For their part, advocates for additional refugee assistance have attempted to counter anti-refugee sentiment by arguing for the lasting contributions that refugee communities have made to American culture, society, and the economy. As economists Michael Clemens and Justin Sandefur wrote in Foreign Affairs in September 2015, for example, “[p]eople who flee crises are seeds, scattered by a storm . . . As each farmer pushes the seeds downhill onto someone else’s land, they pile up and become a burden. Alternatively, farmers can share the seeds and all reap a rich harvest.” These advocates highlight cases of newcomers who used government assistance, received support from local communities, and worked hard to create new, prosperous lives for themselves in the United States.
Resettlement programs echo this belief—they are currently designed to benefit only the ambitious and the entrepreneurial, those refugees who are able to overcome the traumas of their past and contribute to American society. But what of those like Deng Manyoun, who do not thrive but rather, struggle to get by? In moral terms, a refugee’s relative “contribution” to the American economy or culture should not make a difference; their resettlement is a matter of humanitarian obligation, rather than an expectation of a commercial quid pro quo. Manyoun’s life and death should challenge the rhetoric of our resettlement programs as well as our expectation that refugees should seamlessly integrate into their new American home in exchange for a safe haven.
Manyoun’s move to the United States may have brought him sanctuary from a life of war and impoverishment in southern Sudan. But the scant and temporary measures on which he subsisted were not enough to help him survive. The consequences of poverty were further compounded by the racism that people of color regularly confront in Louisville.

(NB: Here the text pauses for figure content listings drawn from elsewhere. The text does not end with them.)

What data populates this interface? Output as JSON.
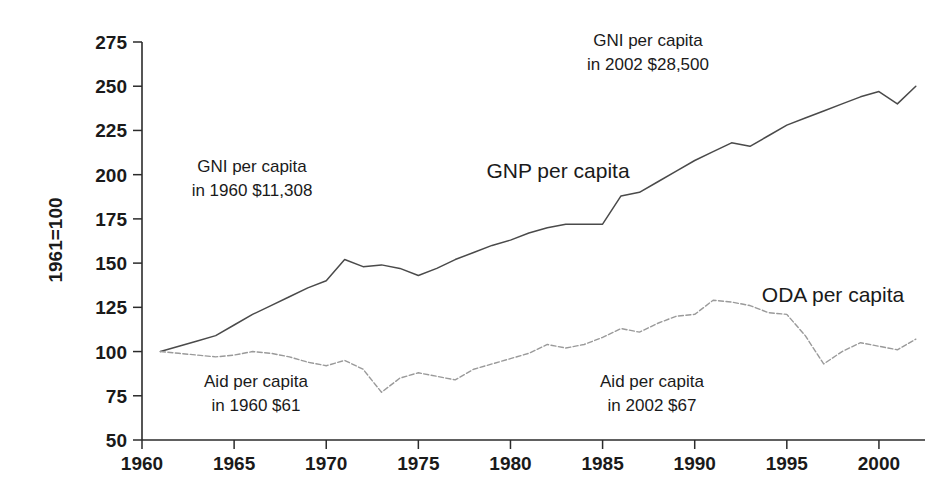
{
  "chart_data": {
    "type": "line",
    "title": "",
    "xlabel": "",
    "ylabel": "1961=100",
    "xlim": [
      1960,
      2002.5
    ],
    "ylim": [
      50,
      275
    ],
    "grid": false,
    "legend_position": "inline-annotations",
    "x_ticks": [
      1960,
      1965,
      1970,
      1975,
      1980,
      1985,
      1990,
      1995,
      2000
    ],
    "y_ticks": [
      50,
      75,
      100,
      125,
      150,
      175,
      200,
      225,
      250,
      275
    ],
    "x": [
      1961,
      1962,
      1963,
      1964,
      1965,
      1966,
      1967,
      1968,
      1969,
      1970,
      1971,
      1972,
      1973,
      1974,
      1975,
      1976,
      1977,
      1978,
      1979,
      1980,
      1981,
      1982,
      1983,
      1984,
      1985,
      1986,
      1987,
      1988,
      1989,
      1990,
      1991,
      1992,
      1993,
      1994,
      1995,
      1996,
      1997,
      1998,
      1999,
      2000,
      2001,
      2002
    ],
    "series": [
      {
        "name": "GNP per capita",
        "style": "solid",
        "color": "#4a4a4a",
        "values": [
          100,
          103,
          106,
          109,
          115,
          121,
          126,
          131,
          136,
          140,
          152,
          148,
          149,
          147,
          143,
          147,
          152,
          156,
          160,
          163,
          167,
          170,
          172,
          172,
          172,
          188,
          190,
          196,
          202,
          208,
          213,
          218,
          216,
          222,
          228,
          232,
          236,
          240,
          244,
          247,
          240,
          250
        ]
      },
      {
        "name": "ODA per capita",
        "style": "dotted",
        "color": "#9a9a9a",
        "values": [
          100,
          99,
          98,
          97,
          98,
          100,
          99,
          97,
          94,
          92,
          95,
          90,
          77,
          85,
          88,
          86,
          84,
          90,
          93,
          96,
          99,
          104,
          102,
          104,
          108,
          113,
          111,
          116,
          120,
          121,
          129,
          128,
          126,
          122,
          121,
          109,
          93,
          100,
          105,
          103,
          101,
          107
        ]
      }
    ],
    "annotations": [
      {
        "id": "gni-1960",
        "lines": [
          "GNI per capita",
          "in 1960 $11,308"
        ],
        "x_px": 252,
        "y_px": 172
      },
      {
        "id": "gni-2002",
        "lines": [
          "GNI per capita",
          "in 2002 $28,500"
        ],
        "x_px": 648,
        "y_px": 46
      },
      {
        "id": "aid-1960",
        "lines": [
          "Aid per capita",
          "in 1960 $61"
        ],
        "x_px": 256,
        "y_px": 387
      },
      {
        "id": "aid-2002",
        "lines": [
          "Aid per capita",
          "in 2002 $67"
        ],
        "x_px": 652,
        "y_px": 387
      }
    ],
    "series_labels": [
      {
        "id": "gnp-label",
        "text": "GNP per capita",
        "x_px": 558,
        "y_px": 178
      },
      {
        "id": "oda-label",
        "text": "ODA per capita",
        "x_px": 833,
        "y_px": 302
      }
    ]
  }
}
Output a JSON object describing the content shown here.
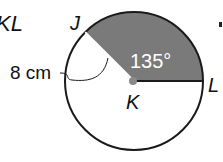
{
  "diagram": {
    "title_fragment": "KL",
    "points": {
      "J": "J",
      "K": "K",
      "L": "L"
    },
    "radius_label": "8 cm",
    "angle_label": "135°",
    "colors": {
      "sector_fill": "#7a7a7a",
      "center_dot": "#8a8a8a",
      "stroke": "#1a1a1a",
      "angle_text": "#ffffff"
    }
  }
}
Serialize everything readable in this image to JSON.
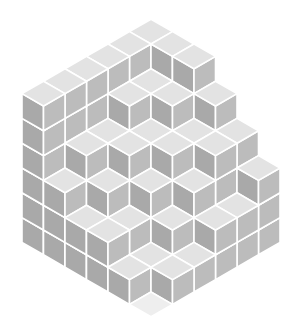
{
  "illustration": {
    "name": "isometric stacked cubes in hexagon",
    "colors": {
      "background": "#ffffff",
      "top_face": "#e3e3e3",
      "left_face": "#a9a9a9",
      "right_face": "#bcbcbc",
      "floor_face": "#eeeeee",
      "gap": "#ffffff"
    },
    "geometry": {
      "center_x": 151,
      "center_y": 168,
      "half_width": 21.5,
      "rise": 12.4,
      "box_size": 6
    },
    "height_map": [
      [
        6,
        6,
        6,
        6,
        6,
        6
      ],
      [
        6,
        5,
        5,
        4,
        4,
        3
      ],
      [
        6,
        5,
        4,
        4,
        3,
        2
      ],
      [
        5,
        4,
        4,
        3,
        2,
        2
      ],
      [
        4,
        4,
        3,
        2,
        1,
        1
      ],
      [
        3,
        2,
        2,
        1,
        1,
        0
      ]
    ]
  }
}
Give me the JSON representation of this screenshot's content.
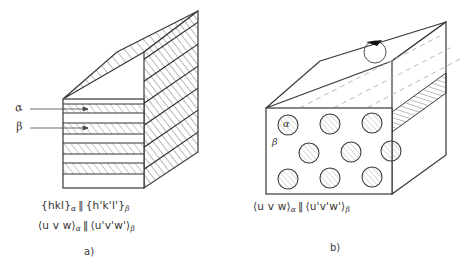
{
  "figure": {
    "type": "schematic-diagram",
    "ink_color": "#3a3836",
    "hatch_color": "#5b5955",
    "dash_color": "#b9b6b1"
  },
  "panel_a": {
    "label": "a)",
    "phase_alpha": "α",
    "phase_beta": "β",
    "caption_plane": {
      "left": "{hkl}",
      "left_sub": "α",
      "parallel": "‖",
      "right": "{h'k'l'}",
      "right_sub": "β"
    },
    "caption_direction": {
      "left": "⟨u v w⟩",
      "left_sub": "α",
      "parallel": "‖",
      "right": "⟨u'v'w'⟩",
      "right_sub": "β"
    },
    "morphology": "lamellar",
    "layer_count": 6
  },
  "panel_b": {
    "label": "b)",
    "phase_alpha": "α",
    "phase_beta": "β",
    "caption_direction": {
      "left": "⟨u v w⟩",
      "left_sub": "α",
      "parallel": "‖",
      "right": "⟨u'v'w'⟩",
      "right_sub": "β"
    },
    "morphology": "fibrous",
    "fiber_rows": 3,
    "fiber_columns": 3
  }
}
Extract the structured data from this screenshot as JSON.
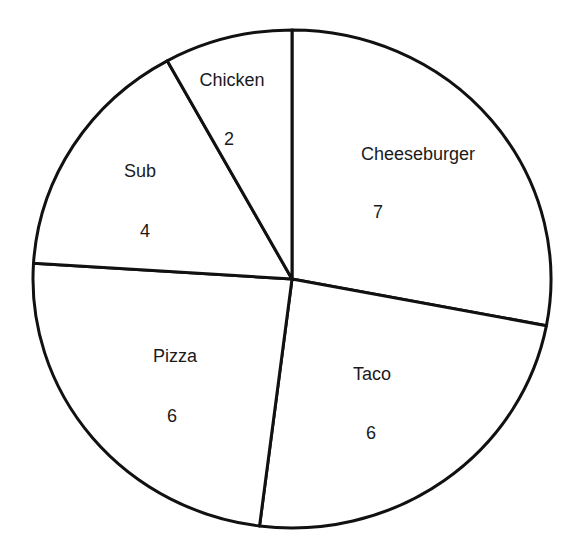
{
  "chart_data": {
    "type": "pie",
    "title": "",
    "start_angle_deg": -90,
    "direction": "clockwise",
    "categories": [
      "Cheeseburger",
      "Taco",
      "Pizza",
      "Sub",
      "Chicken"
    ],
    "values": [
      7,
      6,
      6,
      4,
      2
    ],
    "total": 25,
    "slices": [
      {
        "label": "Cheeseburger",
        "value": 7,
        "label_pos": [
          418,
          155
        ],
        "value_pos": [
          378,
          213
        ]
      },
      {
        "label": "Taco",
        "value": 6,
        "label_pos": [
          372,
          375
        ],
        "value_pos": [
          371,
          434
        ]
      },
      {
        "label": "Pizza",
        "value": 6,
        "label_pos": [
          175,
          357
        ],
        "value_pos": [
          172,
          417
        ]
      },
      {
        "label": "Sub",
        "value": 4,
        "label_pos": [
          140,
          172
        ],
        "value_pos": [
          145,
          232
        ]
      },
      {
        "label": "Chicken",
        "value": 2,
        "label_pos": [
          232,
          81
        ],
        "value_pos": [
          229,
          140
        ]
      }
    ],
    "geometry": {
      "cx": 292,
      "cy": 279,
      "rx": 259,
      "ry": 249
    },
    "style": {
      "fill": "#ffffff",
      "stroke": "#111111",
      "stroke_width": 3
    },
    "legend": "none",
    "grid": false
  }
}
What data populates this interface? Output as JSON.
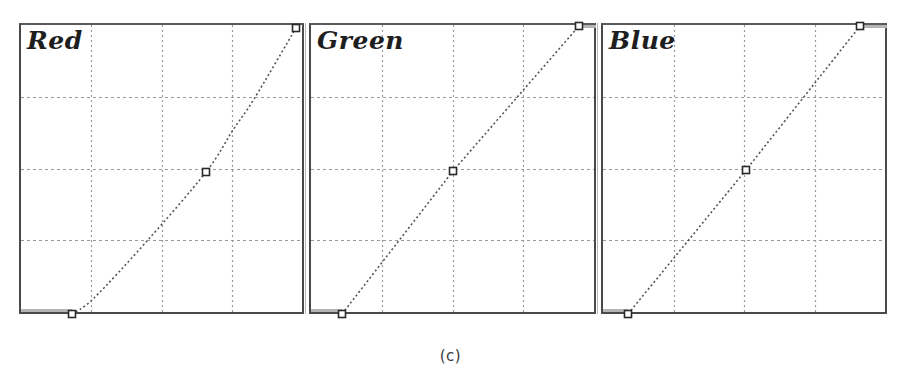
{
  "figure": {
    "caption": "(c)"
  },
  "panels": [
    {
      "label": "Red",
      "channel": "red",
      "box": {
        "left": 19,
        "width": 285
      },
      "control_points": [
        [
          0,
          0
        ],
        [
          128,
          128
        ],
        [
          255,
          255
        ]
      ],
      "curve_px": [
        [
          51,
          289
        ],
        [
          73,
          273
        ],
        [
          126,
          216
        ],
        [
          185,
          147
        ],
        [
          212,
          105
        ],
        [
          233,
          74
        ],
        [
          275,
          3
        ]
      ],
      "handles_px": [
        [
          51,
          289
        ],
        [
          185,
          147
        ],
        [
          275,
          3
        ]
      ],
      "shade_left_px": [
        0,
        51
      ],
      "shade_right_px": null
    },
    {
      "label": "Green",
      "channel": "green",
      "box": {
        "left": 309,
        "width": 287
      },
      "control_points": [
        [
          0,
          0
        ],
        [
          128,
          128
        ],
        [
          255,
          255
        ]
      ],
      "curve_px": [
        [
          31,
          289
        ],
        [
          142,
          146
        ],
        [
          268,
          1
        ]
      ],
      "handles_px": [
        [
          31,
          289
        ],
        [
          142,
          146
        ],
        [
          268,
          1
        ]
      ],
      "shade_left_px": [
        0,
        31
      ],
      "shade_right_px": [
        268,
        285
      ]
    },
    {
      "label": "Blue",
      "channel": "blue",
      "box": {
        "left": 601,
        "width": 286
      },
      "control_points": [
        [
          0,
          0
        ],
        [
          128,
          128
        ],
        [
          255,
          255
        ]
      ],
      "curve_px": [
        [
          25,
          289
        ],
        [
          143,
          145
        ],
        [
          257,
          1
        ]
      ],
      "handles_px": [
        [
          25,
          289
        ],
        [
          143,
          145
        ],
        [
          257,
          1
        ]
      ],
      "shade_left_px": [
        0,
        25
      ],
      "shade_right_px": [
        257,
        284
      ]
    }
  ],
  "colors": {
    "border": "#4a4a4a",
    "grid": "#9a9a9a",
    "curve": "#555555",
    "handle": "#2a2a2a",
    "shade": "#b5b5b5"
  },
  "chart_data": [
    {
      "type": "line",
      "title": "Red",
      "xlabel": "Input",
      "ylabel": "Output",
      "xlim": [
        0,
        255
      ],
      "ylim": [
        0,
        255
      ],
      "grid": true,
      "grid_divisions": 4,
      "series": [
        {
          "name": "Red curve",
          "x": [
            0,
            20,
            64,
            128,
            160,
            192,
            255
          ],
          "y": [
            0,
            14,
            63,
            128,
            165,
            192,
            255
          ],
          "control_points": [
            [
              0,
              0
            ],
            [
              128,
              128
            ],
            [
              255,
              255
            ]
          ]
        }
      ]
    },
    {
      "type": "line",
      "title": "Green",
      "xlabel": "Input",
      "ylabel": "Output",
      "xlim": [
        0,
        255
      ],
      "ylim": [
        0,
        255
      ],
      "grid": true,
      "grid_divisions": 4,
      "series": [
        {
          "name": "Green curve",
          "x": [
            0,
            128,
            255
          ],
          "y": [
            0,
            128,
            255
          ],
          "control_points": [
            [
              0,
              0
            ],
            [
              128,
              128
            ],
            [
              255,
              255
            ]
          ]
        }
      ]
    },
    {
      "type": "line",
      "title": "Blue",
      "xlabel": "Input",
      "ylabel": "Output",
      "xlim": [
        0,
        255
      ],
      "ylim": [
        0,
        255
      ],
      "grid": true,
      "grid_divisions": 4,
      "series": [
        {
          "name": "Blue curve",
          "x": [
            0,
            128,
            255
          ],
          "y": [
            0,
            128,
            255
          ],
          "control_points": [
            [
              0,
              0
            ],
            [
              128,
              128
            ],
            [
              255,
              255
            ]
          ]
        }
      ]
    }
  ]
}
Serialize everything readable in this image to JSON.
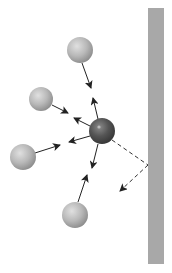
{
  "diagram": {
    "colors": {
      "background": "#ffffff",
      "wall": "#a8a8a8",
      "molecule_light": "#b9b9b9",
      "molecule_dark": "#555555",
      "arrow": "#222222"
    },
    "wall": {
      "x": 148,
      "y": 8,
      "width": 16,
      "height": 256
    },
    "central_particle": {
      "cx": 102,
      "cy": 131,
      "r": 13
    },
    "molecules": [
      {
        "name": "top",
        "cx": 80,
        "cy": 50,
        "r": 13
      },
      {
        "name": "upper-left",
        "cx": 41,
        "cy": 99,
        "r": 12
      },
      {
        "name": "lower-left",
        "cx": 23,
        "cy": 157,
        "r": 13
      },
      {
        "name": "bottom",
        "cx": 75,
        "cy": 215,
        "r": 13
      }
    ],
    "reflection_path": {
      "start": [
        110,
        140
      ],
      "wall_hit": [
        148,
        165
      ],
      "end": [
        118,
        193
      ]
    }
  }
}
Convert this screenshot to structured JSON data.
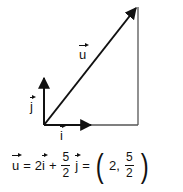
{
  "diagram": {
    "vectors": {
      "u": {
        "label": "u",
        "from": [
          44,
          125
        ],
        "to": [
          137,
          7
        ]
      },
      "i": {
        "label": "i",
        "from": [
          44,
          125
        ],
        "to": [
          90,
          125
        ]
      },
      "j": {
        "label": "j",
        "from": [
          44,
          125
        ],
        "to": [
          44,
          78
        ]
      }
    },
    "construction_lines": {
      "horizontal": {
        "from": [
          90,
          125
        ],
        "to": [
          138,
          125
        ]
      },
      "vertical": {
        "from": [
          138,
          125
        ],
        "to": [
          138,
          7
        ]
      }
    },
    "colors": {
      "stroke": "#111111",
      "construction": "#555555"
    }
  },
  "equation": {
    "lhs": "u",
    "eq1": "=",
    "coef_i": "2",
    "term_i": "i",
    "plus": "+",
    "frac1_num": "5",
    "frac1_den": "2",
    "term_j": "j",
    "eq2": "=",
    "open_paren": "(",
    "x": "2,",
    "frac2_num": "5",
    "frac2_den": "2",
    "close_paren": ")"
  }
}
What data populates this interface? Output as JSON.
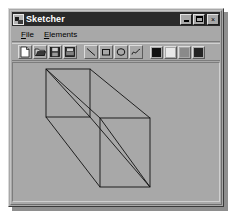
{
  "window": {
    "title": "Sketcher",
    "icon": "sketcher-app-icon",
    "controls": {
      "minimize_label": "",
      "maximize_label": "",
      "close_label": "×"
    }
  },
  "menubar": {
    "items": [
      {
        "label": "File",
        "mnemonic": "F",
        "rest": "ile"
      },
      {
        "label": "Elements",
        "mnemonic": "E",
        "rest": "lements"
      }
    ]
  },
  "toolbar": {
    "file_tools": [
      {
        "name": "new-document-tool",
        "title": "New"
      },
      {
        "name": "open-folder-tool",
        "title": "Open"
      },
      {
        "name": "save-tool",
        "title": "Save"
      },
      {
        "name": "print-tool",
        "title": "Print"
      }
    ],
    "draw_tools": [
      {
        "name": "line-tool",
        "title": "Line"
      },
      {
        "name": "rectangle-tool",
        "title": "Rectangle"
      },
      {
        "name": "circle-tool",
        "title": "Circle"
      },
      {
        "name": "curve-tool",
        "title": "Curve"
      }
    ],
    "color_swatches": [
      {
        "name": "color-black",
        "color": "#101010"
      },
      {
        "name": "color-white",
        "color": "#e8e8e8"
      },
      {
        "name": "color-gray",
        "color": "#8a8a8a"
      },
      {
        "name": "color-dark",
        "color": "#242424"
      }
    ]
  },
  "canvas": {
    "caption": "Lines and rectangles",
    "background_color": "#a8a8a8",
    "stroke_color": "#101010",
    "drawing": {
      "type": "wireframe-box",
      "back_rect": {
        "x": 33,
        "y": 6,
        "w": 44,
        "h": 48
      },
      "front_rect": {
        "x": 87,
        "y": 55,
        "w": 50,
        "h": 69
      },
      "connectors": [
        {
          "x1": 33,
          "y1": 6,
          "x2": 87,
          "y2": 55
        },
        {
          "x1": 77,
          "y1": 6,
          "x2": 137,
          "y2": 55
        },
        {
          "x1": 33,
          "y1": 54,
          "x2": 87,
          "y2": 124
        },
        {
          "x1": 77,
          "y1": 54,
          "x2": 137,
          "y2": 124
        }
      ],
      "diagonals": [
        {
          "x1": 33,
          "y1": 6,
          "x2": 77,
          "y2": 54
        },
        {
          "x1": 87,
          "y1": 55,
          "x2": 137,
          "y2": 124
        }
      ]
    }
  }
}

Refugees from Syria that the United States has pledged to admit in greater numbers will no doubt encounter similar racism and xenophobia unless we confront the stigma that currently colors debates about their resettlement.
There is much the U.S. government can do to assist refugees fleeing from the world’s worst violence—starting with admitting its fair share. Regardless of the quality of our resettlement programs, the expansion of refugee admissions is a matter of unequivocal moral obligation. But that same moral obligation also requires that we think seriously about what happens after resettlement. Sustainable and robust resettlement assistance is every bit as crucial to the fulfillment of our moral duty of offering a true sanctuary for those fleeing war. Without it, the refuge we offer is little more than an empty promise.
Daniel Solomon is a writer based in Washington, D.C. His writing has appeared online in the New York Times, Pacific Standard, the New Republic, and the Los Angeles Review of Books. His last piece for Dissent was about the historian Tony Judt.
* Update (February 1): This article was modified to clarify that the U.S. government prioritizes resettlement of refugees from specific countries, not that refugees from these countries receive preferential treatment.